I don't believe the court is required to find a placement for Chris if he's not convicted or plead out. So running out the clock like that and then tossing him out the door onto the streets is about the cruelest thing they could do to him.
Of course they would soon find him arrested again and right back in their laps (well, not Heilberg), so I doubt that's their intent.
I can all but guarantee they're looking for somewhere to stuff him that's far, far away from Greene County. Best of luck to them.
If they release him without charges, they also can't place any restrictions on him until he does something new to create problems. This pretty much guarantees him immediately trying to go back to 14BC, regardless of who is living there or who owns it.
If the house still belongs to the Chandlers, he's free to move back in, even if Barb is still there. (The EPO was only for one week and thus expired long, long ago, and you can't just keep granting EPOs repeatedly, they have to be replaced by a restraining order with the consent of the protected individual) If the house is sold, then he'll probably try to go in anyway. After all, nobody told him he can't. Neither situation would be good for Greene County and they'd probably wind up having him right back in court.
So yeah, I agree, they're looking for someplace to stuff him, and they'll need some sort of conviction to do it. If they release him without charges he's free to just walk out of the jail. If it's based on a plea deal they can "release" him into a tard home far across the state, where he'll be free to try to get back to 14BC but probably too inept and lazy to do so, and more importantly have a stern warning that he'll be immediately arrested again if he tries.
If Chris refuses a plea bargain they'll pretty much be forced to throw the book at him and then the Prisonchu saga begins. Even if Heilberg pulls off a miracle and gets Chris off the incest charges at trial due to insufficient evidence, a jury would still probably go for the misdemeanor EPO violation, and they'd still be free to ship Chris off to be "released" to a tard home far from Ruckersville.
Incompetent? Maybe. Chris's letters have been the inane, ramblings of retard with the IQ of a shovel but they aren't exactly Manson rant levels of dangerous, let alone incompetent.
You don't have to be dangerous to be incompetent. You don't have to be insane or incapacitated to be incompetent. You just have to be so nonfunctional that you can't assist in your own defense. Nobody plays this up intentionally for long, as it basically just means you stay in a treatment facility indefinitely until you have recovered, but it's still an attorney's job to report it so that their client does not get fucked in court (and the prosecution is inclined to accept it to avoid the risk of a mistrial being declared on appeal).
Chris is now coming off as crazy enough that you could conceivably argue that he cannot assist in his own defense.
Though by Virginia law, time spent in state mental care still counts as time served.
I don't think this is likely, but if we get more months of radio silence from Chris, one possible scenario is he's been refusing plea deals and Heilberg sent him off for treatment, with him getting out of it just in time to accept a 1-year plea deal.
Is there any way to dig up other cases that have been continued this long in Virginia for some sort of precedent? Would probably give a good perspective though I don't know how easy that would be to find.
Sure, lots of cases have been continued this long, including previous Chris cases. Chris' situation is only unusual in the nature of the charges and that he's being held in jail, but hasn't had a plea bargain, and the case is having a 6 month continuance while staying in J&DR court.
Usually when you are in jail you don't just willingly sit there for 6 months without a hearing. In places where it happens due to congested courts (like in New York City) that's usually considered a *bad* thing and defendants fight to get their dates moved up.
Normally what would happen if you were stuck in jail for a potential felony, but with the possibility of a misdemeanor deal, your attorney would not let you sit in jail any longer than necessary, but open to a decent plea deal. If the prosecution doesn't play ball, you push it toward a trial to move the negotiations along (since neither side wants a trial). Eventually somebody blinks before the trial starts.
You only drag things out for a long time if there's something you want to go stale. In this case I suppose there could be some advantage to Barb dying or becoming more forgetful, but that could easily go the other way and hurt Chris' case. I highly doubt Heilberg is stalling for that reason.
To bring back another Chris case comparison, let's go to the Snyder case. In this case Chris was out on bail, so stalling was less painful. The initial stalling was for a good 4 months. As I understand it, the prosecution was trying to get Chris and Barb to take the felony hit and run and Barb's assaulting a police officer (both wobblers) as a misdemeanor plea bargain, but Barb was determined to get Rob Bell to get them off on all charges. Eventually the prosecutor forced the issue and sent it to Circuit Court, where at the last minute Bell was finally able to convince Barb that it was the best deal they were going to get, and she wound up taking the misdemeanor plea deal anyway, wasting the Circuit Court's time. This process took about a year.
In that case, the stalling didn't cost Barb and Chris any jail time (other than the one night when they were arrested), but it did cost them all of their inheritance from Bob. I assume it was fairly frustrating for Rob Bell, but at least he was getting paid well.
If Barb and Chris had instead been stuck in jail, Bell would have called them crazy for willfully pushing the issue like that.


## Aim of the task
With the pictures left out, please return exactly the line holding "Detect *human body*" and each following line until the entries end.

## Data to use
===

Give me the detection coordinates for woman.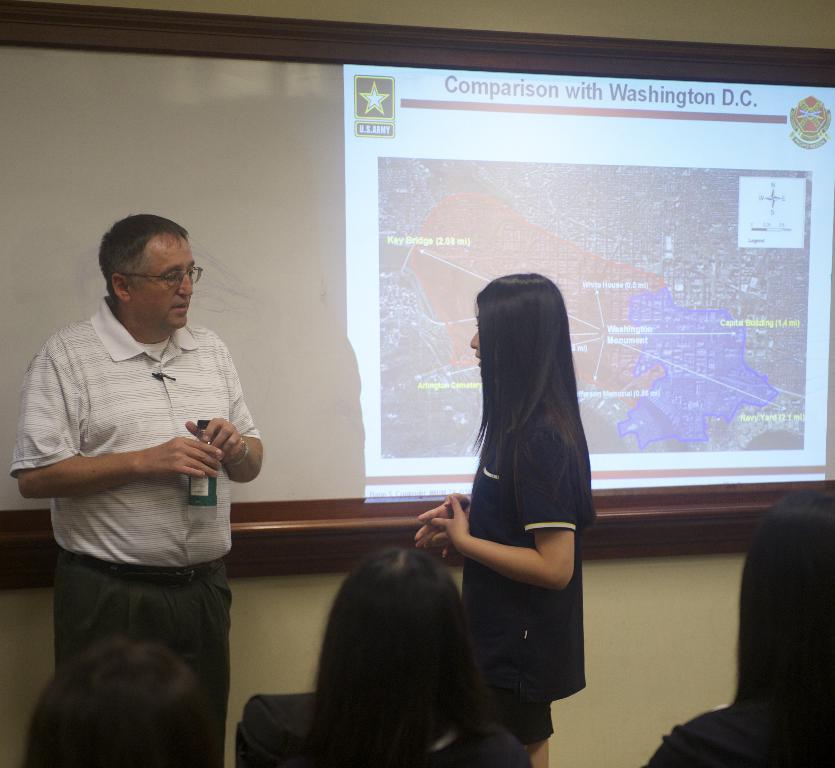
[649,506,834,767].
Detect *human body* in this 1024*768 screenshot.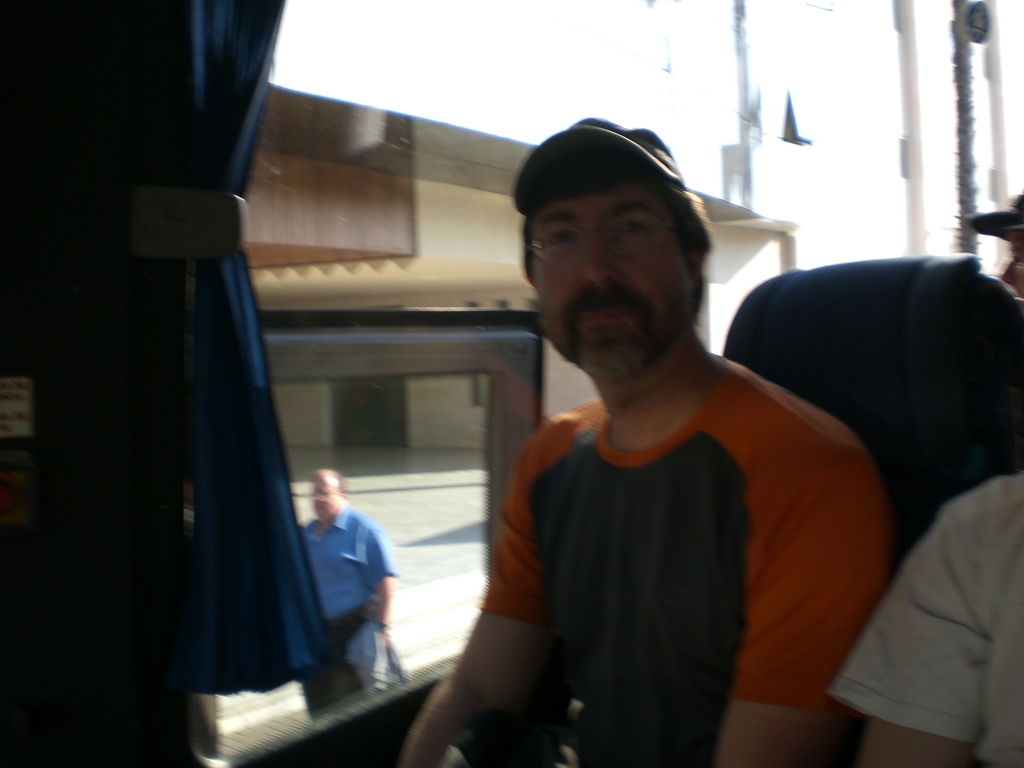
Detection: {"x1": 828, "y1": 468, "x2": 1022, "y2": 767}.
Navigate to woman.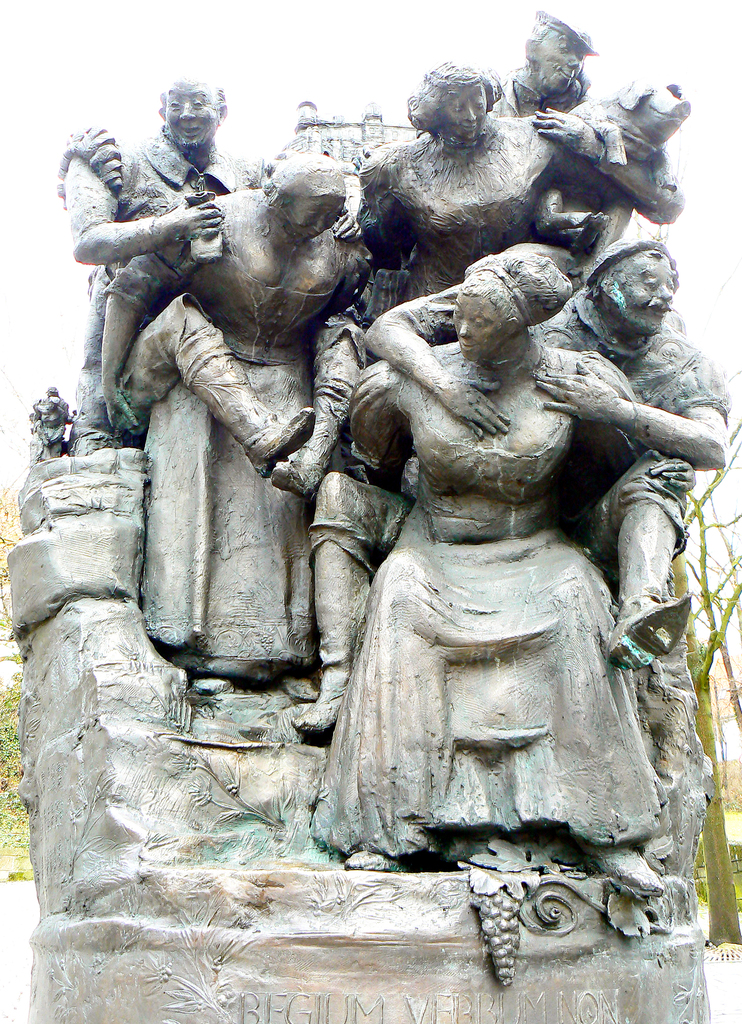
Navigation target: x1=337 y1=255 x2=645 y2=893.
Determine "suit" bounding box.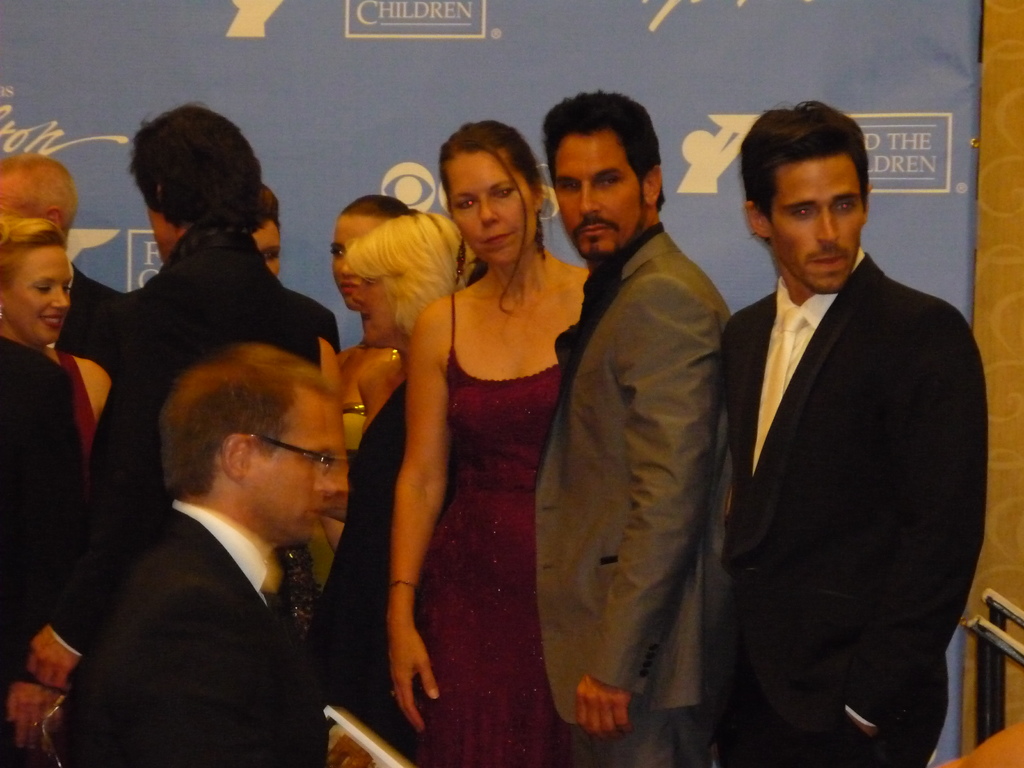
Determined: l=530, t=220, r=739, b=767.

===

## Response to the exercise
Detect *human body* in this 1024*768 screenshot.
Detection: {"x1": 828, "y1": 468, "x2": 1022, "y2": 767}.
Navigate to woman.
Navigation target: x1=337 y1=255 x2=645 y2=893.
Determine "suit" bounding box.
Determined: l=530, t=220, r=739, b=767.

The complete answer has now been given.